With rumors flying regarding increased power for Lenny Wilkens and a possible overture towards Rick Adelman, ESPN reported this evening the Seattle Sonics have parted ways with head coach Bob Hill.
The Boston Globe’s Greg Lee claims the Celtics have cut ties with troubled guard Sebastain Telfair following the Coney Island product’s most recent brush with the law. Asked on “PTI” today if the Celtics’ action was justified, Tony Kornheiser insisted that Telfair “keeps getting caught with guns.”
Actually, during his brief tenure with the Celtics, this was the first time Telfair was formally charged with illegal handgun possession.
Mrs. AK-47 (above, right) has an interesting take on her husband’s poor rapport with Jazz coach Jerry Sloan, writes the Desert Morning News’ Brad Rock.
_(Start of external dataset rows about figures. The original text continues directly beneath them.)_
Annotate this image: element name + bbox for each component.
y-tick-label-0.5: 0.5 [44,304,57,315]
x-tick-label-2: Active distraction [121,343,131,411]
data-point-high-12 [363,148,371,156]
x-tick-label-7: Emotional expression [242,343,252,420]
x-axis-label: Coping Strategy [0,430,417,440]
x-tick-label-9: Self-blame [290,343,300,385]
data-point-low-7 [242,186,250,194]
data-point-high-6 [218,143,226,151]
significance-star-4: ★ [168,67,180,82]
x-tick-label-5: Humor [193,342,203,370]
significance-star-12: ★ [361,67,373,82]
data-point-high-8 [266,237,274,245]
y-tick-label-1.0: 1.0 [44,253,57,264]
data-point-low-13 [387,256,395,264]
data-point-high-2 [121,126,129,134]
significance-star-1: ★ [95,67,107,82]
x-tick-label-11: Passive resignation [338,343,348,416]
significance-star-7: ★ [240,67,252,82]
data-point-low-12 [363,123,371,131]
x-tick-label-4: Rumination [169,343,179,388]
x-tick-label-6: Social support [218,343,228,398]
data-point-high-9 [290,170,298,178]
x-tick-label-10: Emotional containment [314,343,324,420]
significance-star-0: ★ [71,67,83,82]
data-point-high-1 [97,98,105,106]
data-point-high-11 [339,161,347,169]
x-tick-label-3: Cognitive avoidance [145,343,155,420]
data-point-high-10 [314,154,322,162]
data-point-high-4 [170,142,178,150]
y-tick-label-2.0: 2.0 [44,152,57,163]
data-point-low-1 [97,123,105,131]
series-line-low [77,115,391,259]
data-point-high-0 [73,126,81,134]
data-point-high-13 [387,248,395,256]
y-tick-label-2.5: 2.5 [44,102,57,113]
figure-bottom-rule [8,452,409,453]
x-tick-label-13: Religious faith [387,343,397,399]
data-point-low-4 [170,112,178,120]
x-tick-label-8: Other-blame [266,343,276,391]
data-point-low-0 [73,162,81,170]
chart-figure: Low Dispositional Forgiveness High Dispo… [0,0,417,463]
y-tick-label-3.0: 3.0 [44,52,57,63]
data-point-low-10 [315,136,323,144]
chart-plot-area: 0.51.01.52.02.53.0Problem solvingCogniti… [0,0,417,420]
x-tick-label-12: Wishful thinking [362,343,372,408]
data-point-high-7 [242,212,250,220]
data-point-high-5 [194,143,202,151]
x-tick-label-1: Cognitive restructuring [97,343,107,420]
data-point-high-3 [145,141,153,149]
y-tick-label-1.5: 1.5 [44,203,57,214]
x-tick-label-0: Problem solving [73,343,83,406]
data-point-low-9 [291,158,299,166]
Masha Kirilenko said Monday night that she believes some of the problems could be related to her husband’s imperfect command of English.
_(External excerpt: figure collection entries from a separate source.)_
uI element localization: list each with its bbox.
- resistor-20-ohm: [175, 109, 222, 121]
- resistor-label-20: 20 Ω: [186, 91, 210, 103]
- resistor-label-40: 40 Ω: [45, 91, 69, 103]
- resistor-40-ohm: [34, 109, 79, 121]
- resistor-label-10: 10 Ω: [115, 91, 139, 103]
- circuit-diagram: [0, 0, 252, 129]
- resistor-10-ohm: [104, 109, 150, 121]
“It’s frustrating,” she said. “His English is not so good.Sometimes he can’t explain himself. Maybe he needs an interpreter.”
She claimed Houston’s Yao Ming, from China, “has an interpreter all the time” and added “maybe we’ll hire one.”
Masha went on to say that, “with the coach and Andrei that’s certainly a language barrier and it looks like there could be a misunderstanding with both guys.”
Asked if she thinks Sloan and his player can work out their differences regarding playing style and time, she said, “Two smart people like that can work it out.”
She was motivated to speak on the subject when she saw her husband’s red-eyed picture in the newspapers on Monday. “I said, ‘This is not happening,'” she said. “I’ve never seen him like this.”
On the brink of Nets/Raptors Game 2, much of Dave D’Allesandro’s latest mailbag in the Star Ledger consists of angry missives from former Vince Carter fans.
Dave: Love to know what you’re basing the notion that it “wasn’t that clear basketball would catch on in Canada” before Vince came here — and please don’t cite Vancouver, since that’s 3,000 kilometres from Toronto. You’re confusing trend-obsessed members of the short attention span crowd with real basketball fans, who admittedly are not as plentiful in Canada as in the U.S. but do exist in large numbers here. If anything, Vin Weasel set the Raptors back. A lot casual sports fans in Canada still have trouble taking the NBA seriously since the face of our team was a guy who let his ego hold his game hostage. – Neate Sager
Short memory you got, Neate. Ask Glen Grunwald about the crushing debt load he was under in ’97, or a few years before Vince showed up: The Canadian dollar was tanking (it was worth something like 65 cents), which suppressed the Raptors’ ability to generate revenue. They were losing millions every month, as they had broken ground on the new arena and it was turning into a white elephant. Attendance was falling every year at the Skydome. There were reports that it took them four games to generate the sort of revenues that Madison Square Garden would get in one night. And there was a widespread perception that Revenue Canada (that’s their IRS, for you Yanks who don’t know) was going after athletes, hitting the non-resident NBA players with a higher tax for every day they spent in Canada – which everyone knew would be an issue when it came to pursuing free agents. Anyway, Carter arrived, he became the most popular athlete in the country after Gretzky, and the rest is history – in your case, the revisionist kind.
Just for the record, I was NEVER a Vince Carter fan. I was a Raptors fan before he arrived.